The runtime applies caps to protect against runaway sessions (§14, configurable on ARCPServerOptions.caps):

Cap Default Effect
maxBufferedEvents 10,000 Resume buffer ceiling per session.
maxBufferedBytes 16 MiB Resume buffer byte ceiling.
maxConcurrentJobs 100 Live pending/running jobs per session.

Exceeding any cap surfaces as a session.error with code RESOURCE_EXHAUSTED.

Heartbeat (v1.1, §6.4)

When the heartbeat feature negotiates, the runtime emits session.heartbeat every heartbeatIntervalSeconds. The client must respond with session.pong { sent_at }. Missing two consecutive pongs trips HeartbeatLostError and closes the session.

The SDK handles both sides automatically when the feature is enabled — you don't write any code for it.
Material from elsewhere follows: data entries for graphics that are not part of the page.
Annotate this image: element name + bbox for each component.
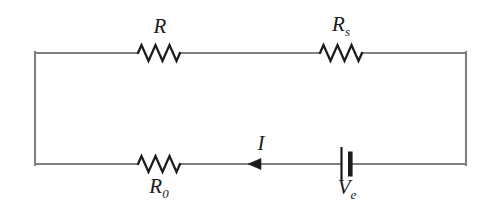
battery-short-plate: [348, 152, 353, 177]
current-I-label: I: [258, 133, 265, 154]
resistor-Rs-label-subscript: s: [345, 24, 350, 39]
resistor-R-label: R: [154, 16, 167, 37]
resistor-Rs-label-base: R: [332, 12, 345, 36]
resistor-R0-label-base: R: [149, 174, 162, 198]
battery-Ve-label-subscript: e: [351, 187, 357, 202]
resistor-R-label-base: R: [154, 14, 167, 38]
battery-Ve-label-base: V: [338, 175, 351, 199]
battery-Ve-label: Ve: [338, 177, 357, 198]
current-I-label-base: I: [258, 131, 265, 155]
circuit-diagram-figure: R Rs R0 I Ve: [0, 0, 493, 212]
resistor-R0-label: R0: [149, 176, 168, 197]
resistor-R-symbol: [138, 45, 180, 61]
circuit-wires: [35, 52, 466, 165]
resistor-Rs-label: Rs: [332, 14, 350, 35]
circuit-schematic-canvas: [0, 0, 493, 212]
resistor-Rs-symbol: [320, 45, 362, 61]
resistor-R0-label-subscript: 0: [162, 186, 169, 201]
current-direction-arrow: [248, 159, 261, 170]
resistor-R0-symbol: [138, 156, 180, 172]
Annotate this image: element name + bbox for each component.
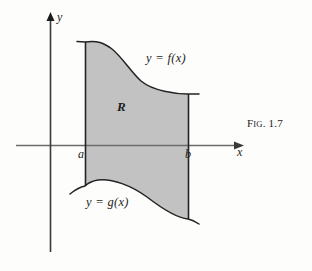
figure-caption: FIG. 1.7 bbox=[247, 117, 283, 129]
y-axis-label: y bbox=[57, 11, 62, 23]
caption-smallcaps: IG bbox=[253, 119, 262, 129]
y-axis-arrow-icon bbox=[47, 12, 55, 21]
lower-curve-label: y = g(x) bbox=[86, 196, 129, 209]
figure-container: y x a b R y = f(x) y = g(x) FIG. 1.7 bbox=[0, 0, 312, 271]
region-shaded-area bbox=[85, 41, 188, 219]
caption-number: . 1.7 bbox=[263, 117, 283, 129]
upper-curve-label: y = f(x) bbox=[146, 52, 186, 65]
figure-graphic bbox=[0, 0, 312, 271]
tick-label-a: a bbox=[78, 148, 84, 160]
x-axis-label: x bbox=[237, 146, 242, 158]
tick-label-b: b bbox=[185, 148, 191, 160]
region-label-R: R bbox=[117, 100, 126, 113]
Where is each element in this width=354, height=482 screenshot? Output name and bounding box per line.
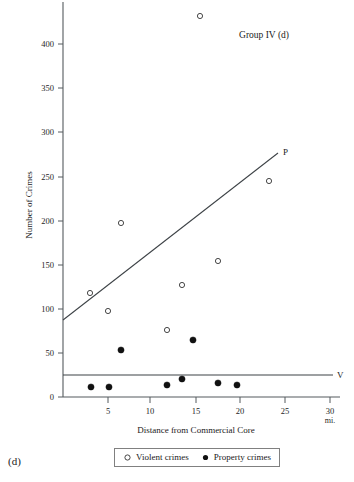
y-tick-label: 200 (41, 216, 54, 226)
p-line-label: P (283, 147, 288, 157)
data-point-property (106, 384, 112, 390)
data-point-property (179, 376, 185, 382)
y-tick-label: 0 (50, 392, 54, 402)
filled-circle-icon (201, 453, 210, 462)
legend-label-violent: Violent crimes (136, 451, 189, 463)
fit-line-p: P (63, 147, 288, 320)
scatter-plot-figure: 0 50 100 150 200 250 300 350 400 5 10 15… (0, 0, 354, 482)
open-circle-icon (123, 453, 132, 462)
chart-legend: Violent crimes Property crimes (114, 448, 280, 467)
group-title: Group IV (d) (239, 30, 289, 41)
data-point-violent (87, 290, 92, 295)
x-axis-tick-labels: 5 10 15 20 25 30 mi. (106, 406, 335, 425)
v-line-label: V (337, 370, 344, 380)
y-axis-ticks (58, 44, 63, 397)
data-point-property (118, 347, 124, 353)
data-point-property (88, 384, 94, 390)
x-tick-label: 10 (146, 406, 155, 416)
data-point-property (164, 382, 170, 388)
axis-lines (63, 2, 340, 397)
y-tick-label: 100 (41, 304, 54, 314)
data-point-violent (266, 178, 271, 183)
plot-canvas: 0 50 100 150 200 250 300 350 400 5 10 15… (0, 0, 354, 482)
data-point-violent (118, 220, 123, 225)
legend-entry-property: Property crimes (201, 451, 271, 463)
x-axis-ticks (108, 397, 330, 403)
data-point-property (234, 382, 240, 388)
legend-label-property: Property crimes (214, 451, 271, 463)
x-axis-title: Distance from Commercial Core (137, 425, 255, 435)
x-axis-unit-label: mi. (325, 416, 335, 425)
legend-entry-violent: Violent crimes (123, 451, 189, 463)
x-tick-label: 30 (326, 406, 335, 416)
series-violent-crimes (87, 13, 271, 332)
y-tick-label: 400 (41, 39, 54, 49)
data-point-violent-outlier (197, 13, 202, 18)
data-point-violent (164, 327, 169, 332)
panel-letter: (d) (8, 455, 21, 467)
x-tick-label: 15 (192, 406, 201, 416)
x-tick-label: 25 (281, 406, 290, 416)
y-tick-label: 250 (41, 172, 54, 182)
data-point-property (215, 380, 221, 386)
x-tick-label: 5 (106, 406, 110, 416)
y-tick-label: 50 (46, 348, 55, 358)
y-tick-label: 150 (41, 260, 54, 270)
data-point-property (190, 337, 196, 343)
y-tick-label: 350 (41, 83, 54, 93)
data-point-violent (179, 282, 184, 287)
series-property-crimes (88, 337, 240, 390)
p-regression-line (63, 153, 278, 320)
y-axis-tick-labels: 0 50 100 150 200 250 300 350 400 (41, 39, 54, 402)
data-point-violent (105, 308, 110, 313)
data-point-violent (215, 258, 220, 263)
x-tick-label: 20 (236, 406, 245, 416)
y-tick-label: 300 (41, 127, 54, 137)
fit-line-v: V (63, 370, 344, 380)
y-axis-title: Number of Crimes (24, 171, 34, 239)
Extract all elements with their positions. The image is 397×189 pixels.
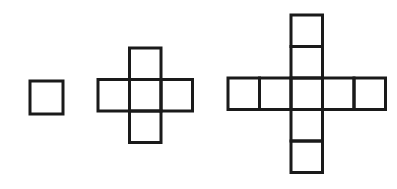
square-tile (98, 80, 130, 112)
square-tile (291, 78, 323, 110)
square-tile (130, 80, 162, 112)
figure-2-five-square-cross (98, 48, 193, 143)
square-tile (130, 111, 162, 143)
square-tile (161, 80, 193, 112)
square-tile (130, 48, 162, 80)
square-tile (228, 78, 260, 110)
square-tile (354, 78, 386, 110)
figure-1-single-square (30, 81, 63, 114)
square-tile (291, 15, 323, 47)
square-tile (323, 78, 355, 110)
square-tile (291, 47, 323, 79)
square-tile (291, 141, 323, 173)
square-tile (30, 81, 63, 114)
cross-pattern-diagram (0, 0, 397, 189)
square-tile (291, 110, 323, 142)
square-tile (260, 78, 292, 110)
figure-3-nine-square-cross (228, 15, 386, 173)
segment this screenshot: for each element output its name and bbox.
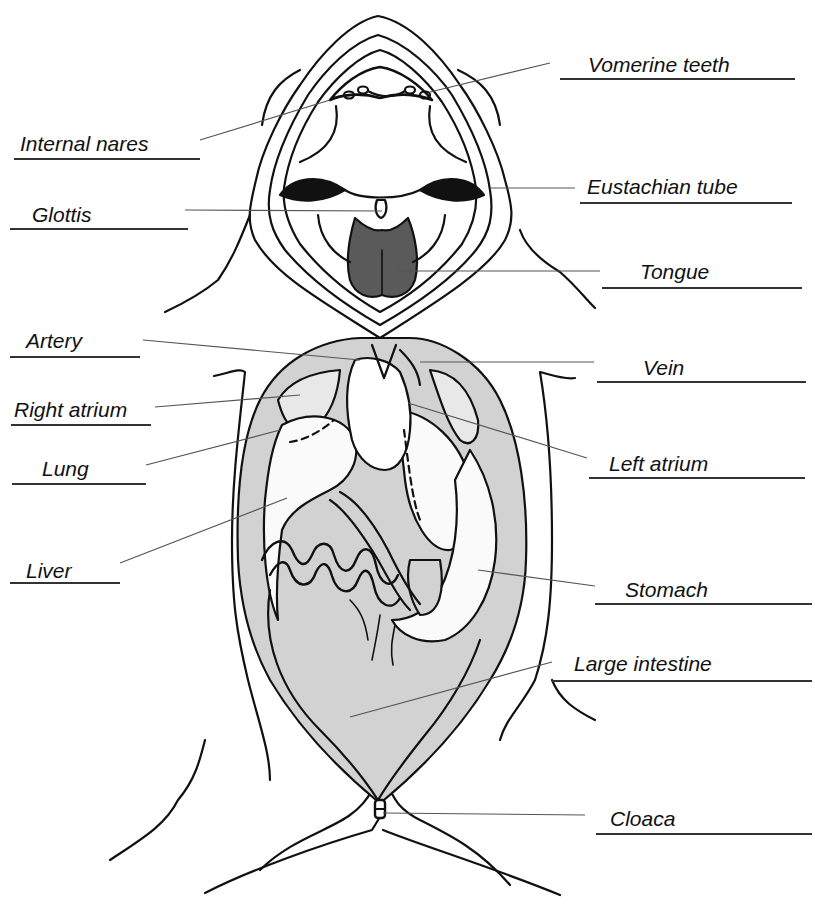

Back-pressure ack (v1.1, §6.5)

When ack is negotiated, the client periodically sends session.ack { last_event_seq }. The runtime gates streaming based on unacked events (configurable via backPressureThreshold, default 1000). Pass autoAck: true to the client to enable automatic acking:

const client = new ARCPClient({
  // …
  autoAck: { intervalMs: 250, minSeqDelta: 32 },
});

Manual acks:

await client.ack(seq);

See job-events.md for how back-pressure interacts with event streaming.

Resume

Sessions support resume — see resume.md for the mechanics. Briefly: the runtime advertises resume_token and resume_window_sec on every welcome; the client can present the prior session_id, resume_token, and last_event_seq on a fresh session.hello to recover within the window.